ABSTRACT
This paper uses the case of Eritrea to explore tensions between education and militarisation as forms of everyday state-making and examine how teachers constitute the state in the process of navigating these tensions. In 2003 Eritrea merged educational and military institutions. Teachers responded to the new policies by alternately joining in with students’ tacit resistance to them, and engaging in strict, often violent, measures to reclaim control and exert ‘teacher sovereignty’ over schools. Teachers’ intermingling of resistant humour and foot-dragging with violence and authoritarianism suggests that teachers, as agents of the state in Eritrea and elsewhere, may resist militarisation yet also reproduce authoritarian violence. While this policy, which effectively merged military and educational institutions was unique to Eritrea, the disjuncture between education and militarisation exposed by this case illuminates the complex role that schools and teachers play in state-making and nuances our understanding of education, the state and armed conflict.
Acknowledgements
Research for this article was supported by funding from an International Dissertation Field Research Fellowship from the Social Science Research Council, a Spencer/National Academy of Education Postdoctoral Fellowship and a research grant from Fulbright/IIE. I would also like to thank the Georg Arnhold Program on Education for Sustainable Peace for supporting the workshop, organised by Dr Susan Shepler. I would also like to thank Dr Shepler and the anonymous reviewers for their careful comments.
Disclosure statement
No potential conflict of interest was reported by the author.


__What you are asked to do__: When you reach a picture, leave it out; output everything else in the records exactly.
+ + + +
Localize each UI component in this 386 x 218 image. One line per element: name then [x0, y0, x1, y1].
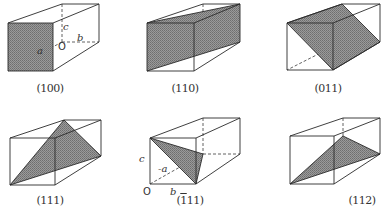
caption-110: (110) [155, 82, 215, 95]
plane-011 [287, 4, 380, 70]
panel-110: (110) [130, 0, 260, 110]
axis-neg-a-label: -a [158, 163, 167, 174]
panel-100: c b a O (100) [0, 0, 130, 110]
panel-112: (112) [260, 110, 386, 218]
caption-100: (100) [20, 82, 80, 95]
plane-110 [147, 4, 240, 71]
axis-a-label: a [37, 45, 43, 56]
plane-100 [8, 23, 53, 71]
plane-112 [290, 136, 380, 184]
caption-011: (011) [298, 82, 358, 95]
caption-bar111: (111) [160, 194, 220, 207]
panel-111: (111) [0, 110, 130, 218]
panel-011: (011) [260, 0, 386, 110]
plane-bar111 [150, 138, 203, 184]
caption-112: (112) [332, 194, 386, 207]
panel-bar111: c -a b O (111) [130, 110, 260, 218]
axis-c-label: c [139, 153, 145, 164]
axis-c-label: c [63, 21, 69, 32]
caption-111: (111) [20, 194, 80, 207]
origin-label: O [143, 186, 151, 197]
axis-b-label: b [77, 32, 83, 43]
plane-111 [10, 120, 101, 185]
origin-label: O [58, 41, 66, 52]
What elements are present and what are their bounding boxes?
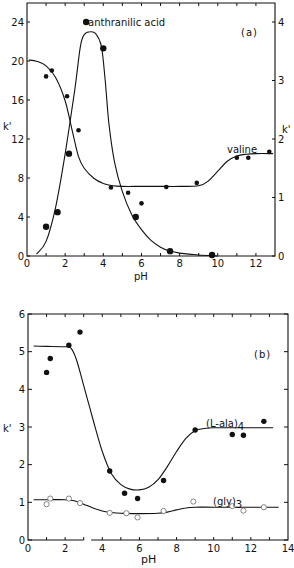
panel-a-y-axis-right: 01234	[272, 17, 284, 262]
data-point	[139, 201, 144, 206]
y-tick-label: 2	[19, 459, 25, 470]
data-point	[100, 45, 106, 51]
panel-a-chart: 024681012 04812162024 01234 anthranilic …	[3, 3, 291, 282]
data-point-open	[107, 510, 112, 515]
data-point	[76, 128, 81, 133]
fit-curve	[29, 60, 273, 186]
data-point	[235, 155, 240, 160]
y-tick-label: 3	[19, 422, 25, 433]
data-point	[54, 209, 60, 215]
data-point-open	[124, 511, 129, 516]
data-point-open	[135, 515, 140, 520]
x-tick-label: 6	[138, 258, 144, 269]
gly-label-subscript: 3	[236, 499, 242, 510]
y-tick-label: 4	[19, 384, 25, 395]
y-right-tick-label: 2	[278, 134, 284, 145]
panel-b-y-label: k'	[3, 423, 12, 434]
panel-a-points	[43, 19, 272, 258]
y-tick-label: 24	[11, 17, 24, 28]
data-point	[194, 181, 199, 186]
panel-a-x-label: pH	[134, 271, 148, 282]
data-point	[135, 496, 140, 501]
data-point	[261, 419, 266, 424]
panel-a-y-label-right: k'	[282, 124, 291, 135]
y-tick-label: 5	[19, 346, 25, 357]
x-tick-label: 10	[211, 258, 224, 269]
data-point-open	[48, 496, 53, 501]
data-point-open	[191, 499, 196, 504]
x-tick-label: 12	[250, 258, 263, 269]
x-tick-label: 2	[62, 258, 68, 269]
data-point	[44, 370, 49, 375]
data-point	[230, 432, 235, 437]
y-tick-label: 1	[19, 497, 25, 508]
x-tick-label: 10	[207, 543, 220, 554]
x-tick-label: 0	[25, 543, 31, 554]
panel-b-y-axis: 0123456	[19, 309, 288, 546]
data-point	[164, 185, 169, 190]
data-point-open	[161, 508, 166, 513]
figure: 024681012 04812162024 01234 anthranilic …	[0, 0, 294, 568]
data-point	[66, 150, 72, 156]
data-point-open	[261, 505, 266, 510]
data-point	[107, 468, 112, 473]
data-point	[209, 252, 215, 258]
data-point	[50, 68, 55, 73]
gly-label-main: (gly)	[213, 496, 236, 507]
panel-b-axes-frame	[28, 314, 288, 540]
l-ala-label-main: (L-ala)	[206, 418, 238, 429]
data-point-open	[66, 496, 71, 501]
y-right-tick-label: 4	[278, 17, 284, 28]
data-point	[109, 185, 114, 190]
x-tick-label: 12	[244, 543, 257, 554]
y-tick-label: 0	[19, 535, 25, 546]
y-tick-label: 20	[11, 56, 24, 67]
data-point	[48, 356, 53, 361]
y-tick-label: 4	[18, 212, 24, 223]
panel-b-tag: (b)	[254, 349, 271, 360]
y-right-tick-label: 1	[278, 192, 284, 203]
data-point	[161, 478, 166, 483]
x-tick-label: 0	[24, 258, 30, 269]
panel-a-axes-frame	[27, 3, 275, 256]
data-point	[192, 427, 197, 432]
y-tick-label: 8	[18, 173, 24, 184]
anthranilic-acid-label: anthranilic acid	[88, 17, 165, 28]
data-point-open	[77, 500, 82, 505]
x-tick-label: 8	[173, 543, 179, 554]
data-point	[122, 491, 127, 496]
y-tick-label: 12	[11, 134, 24, 145]
data-point-open	[44, 502, 49, 507]
data-point	[43, 224, 49, 230]
gly-3-label: (gly)3	[213, 496, 242, 510]
x-tick-label: 4	[99, 543, 105, 554]
panel-a-x-axis: 024681012	[24, 3, 262, 269]
data-point	[65, 94, 70, 99]
x-tick-label: 2	[62, 543, 68, 554]
data-point	[44, 74, 49, 79]
panel-b-x-label: pH	[141, 553, 156, 566]
data-point	[167, 248, 173, 254]
data-point	[267, 150, 272, 155]
data-point	[241, 433, 246, 438]
y-tick-label: 16	[11, 95, 24, 106]
fit-curve	[37, 32, 218, 256]
data-point	[77, 329, 82, 334]
x-tick-label: 4	[100, 258, 106, 269]
panel-a-tag: (a)	[241, 27, 258, 38]
data-point	[133, 214, 139, 220]
x-tick-label: 14	[282, 543, 294, 554]
y-tick-label: 6	[19, 309, 25, 320]
data-point	[246, 155, 251, 160]
l-ala-label-subscript: 4	[238, 421, 244, 432]
data-point	[126, 191, 131, 196]
y-tick-label: 0	[18, 251, 24, 262]
panel-a-y-label-left: k'	[3, 121, 12, 132]
valine-label: valine	[227, 144, 257, 155]
y-right-tick-label: 3	[278, 75, 284, 86]
data-point	[66, 343, 71, 348]
l-ala-4-label: (L-ala)4	[206, 418, 244, 432]
panel-b-chart: 02468101214 0123456 (b) (L-ala)4 (gly)3 …	[3, 309, 294, 567]
y-right-tick-label: 0	[278, 251, 284, 262]
x-tick-label: 8	[176, 258, 182, 269]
+ + + +
__Answer to this exercise__:
Localize each UI component in this 386 x 218 image. One line per element: name then [x0, y0, x1, y1].
caption-110: (110) [155, 82, 215, 95]
plane-011 [287, 4, 380, 70]
panel-110: (110) [130, 0, 260, 110]
axis-neg-a-label: -a [158, 163, 167, 174]
panel-100: c b a O (100) [0, 0, 130, 110]
panel-112: (112) [260, 110, 386, 218]
caption-100: (100) [20, 82, 80, 95]
plane-110 [147, 4, 240, 71]
axis-a-label: a [37, 45, 43, 56]
plane-100 [8, 23, 53, 71]
plane-112 [290, 136, 380, 184]
caption-011: (011) [298, 82, 358, 95]
caption-bar111: (111) [160, 194, 220, 207]
panel-111: (111) [0, 110, 130, 218]
panel-011: (011) [260, 0, 386, 110]
plane-bar111 [150, 138, 203, 184]
caption-112: (112) [332, 194, 386, 207]
panel-bar111: c -a b O (111) [130, 110, 260, 218]
axis-c-label: c [139, 153, 145, 164]
axis-c-label: c [63, 21, 69, 32]
caption-111: (111) [20, 194, 80, 207]
origin-label: O [143, 186, 151, 197]
axis-b-label: b [77, 32, 83, 43]
plane-111 [10, 120, 101, 185]
origin-label: O [58, 41, 66, 52]
What elements are present and what are their bounding boxes?
panel-a-y-axis-right: 01234	[272, 17, 284, 262]
data-point	[139, 201, 144, 206]
y-tick-label: 2	[19, 459, 25, 470]
data-point	[100, 45, 106, 51]
panel-a-chart: 024681012 04812162024 01234 anthranilic …	[3, 3, 291, 282]
data-point-open	[107, 510, 112, 515]
data-point	[76, 128, 81, 133]
fit-curve	[29, 60, 273, 186]
data-point	[235, 155, 240, 160]
y-tick-label: 3	[19, 422, 25, 433]
data-point	[54, 209, 60, 215]
data-point-open	[124, 511, 129, 516]
data-point-open	[135, 515, 140, 520]
x-tick-label: 6	[138, 258, 144, 269]
gly-label-subscript: 3	[236, 499, 242, 510]
y-tick-label: 4	[19, 384, 25, 395]
y-right-tick-label: 2	[278, 134, 284, 145]
panel-b-y-label: k'	[3, 423, 12, 434]
panel-a-points	[43, 19, 272, 258]
y-tick-label: 24	[11, 17, 24, 28]
data-point	[194, 181, 199, 186]
panel-a-x-label: pH	[134, 271, 148, 282]
data-point	[135, 496, 140, 501]
data-point	[261, 419, 266, 424]
panel-a-y-label-right: k'	[282, 124, 291, 135]
y-tick-label: 5	[19, 346, 25, 357]
x-tick-label: 10	[211, 258, 224, 269]
data-point-open	[48, 496, 53, 501]
data-point-open	[191, 499, 196, 504]
x-tick-label: 12	[250, 258, 263, 269]
x-tick-label: 2	[62, 258, 68, 269]
data-point	[44, 370, 49, 375]
data-point	[230, 432, 235, 437]
y-tick-label: 1	[19, 497, 25, 508]
x-tick-label: 10	[207, 543, 220, 554]
x-tick-label: 0	[25, 543, 31, 554]
panel-b-y-axis: 0123456	[19, 309, 288, 546]
data-point	[164, 185, 169, 190]
data-point-open	[161, 508, 166, 513]
figure: 024681012 04812162024 01234 anthranilic …	[0, 0, 294, 568]
data-point	[66, 150, 72, 156]
data-point-open	[261, 505, 266, 510]
data-point	[107, 468, 112, 473]
data-point	[209, 252, 215, 258]
data-point	[50, 68, 55, 73]
gly-label-main: (gly)	[213, 496, 236, 507]
panel-b-axes-frame	[28, 314, 288, 540]
l-ala-label-main: (L-ala)	[206, 418, 238, 429]
data-point-open	[66, 496, 71, 501]
y-right-tick-label: 4	[278, 17, 284, 28]
data-point	[109, 185, 114, 190]
x-tick-label: 12	[244, 543, 257, 554]
y-tick-label: 0	[19, 535, 25, 546]
y-tick-label: 20	[11, 56, 24, 67]
data-point	[48, 356, 53, 361]
y-tick-label: 4	[18, 212, 24, 223]
panel-b-tag: (b)	[254, 349, 271, 360]
y-right-tick-label: 1	[278, 192, 284, 203]
data-point	[161, 478, 166, 483]
x-tick-label: 0	[24, 258, 30, 269]
panel-a-axes-frame	[27, 3, 275, 256]
data-point	[192, 427, 197, 432]
y-tick-label: 8	[18, 173, 24, 184]
anthranilic-acid-label: anthranilic acid	[88, 17, 165, 28]
data-point-open	[77, 500, 82, 505]
x-tick-label: 8	[173, 543, 179, 554]
data-point	[122, 491, 127, 496]
y-tick-label: 12	[11, 134, 24, 145]
data-point-open	[44, 502, 49, 507]
data-point	[43, 224, 49, 230]
gly-3-label: (gly)3	[213, 496, 242, 510]
x-tick-label: 4	[99, 543, 105, 554]
panel-a-x-axis: 024681012	[24, 3, 262, 269]
data-point	[65, 94, 70, 99]
x-tick-label: 2	[62, 543, 68, 554]
data-point	[44, 74, 49, 79]
panel-b-x-label: pH	[141, 553, 156, 566]
data-point	[167, 248, 173, 254]
data-point	[267, 150, 272, 155]
data-point	[241, 433, 246, 438]
y-tick-label: 16	[11, 95, 24, 106]
fit-curve	[37, 32, 218, 256]
data-point	[77, 329, 82, 334]
x-tick-label: 4	[100, 258, 106, 269]
panel-a-tag: (a)	[241, 27, 258, 38]
data-point	[133, 214, 139, 220]
x-tick-label: 14	[282, 543, 294, 554]
y-tick-label: 6	[19, 309, 25, 320]
data-point	[246, 155, 251, 160]
l-ala-label-subscript: 4	[238, 421, 244, 432]
data-point	[126, 191, 131, 196]
y-tick-label: 0	[18, 251, 24, 262]
panel-a-y-label-left: k'	[3, 121, 12, 132]
valine-label: valine	[227, 144, 257, 155]
y-right-tick-label: 3	[278, 75, 284, 86]
data-point	[66, 343, 71, 348]
l-ala-4-label: (L-ala)4	[206, 418, 244, 432]
panel-b-chart: 02468101214 0123456 (b) (L-ala)4 (gly)3 …	[3, 309, 294, 567]
y-right-tick-label: 0	[278, 251, 284, 262]
x-tick-label: 8	[176, 258, 182, 269]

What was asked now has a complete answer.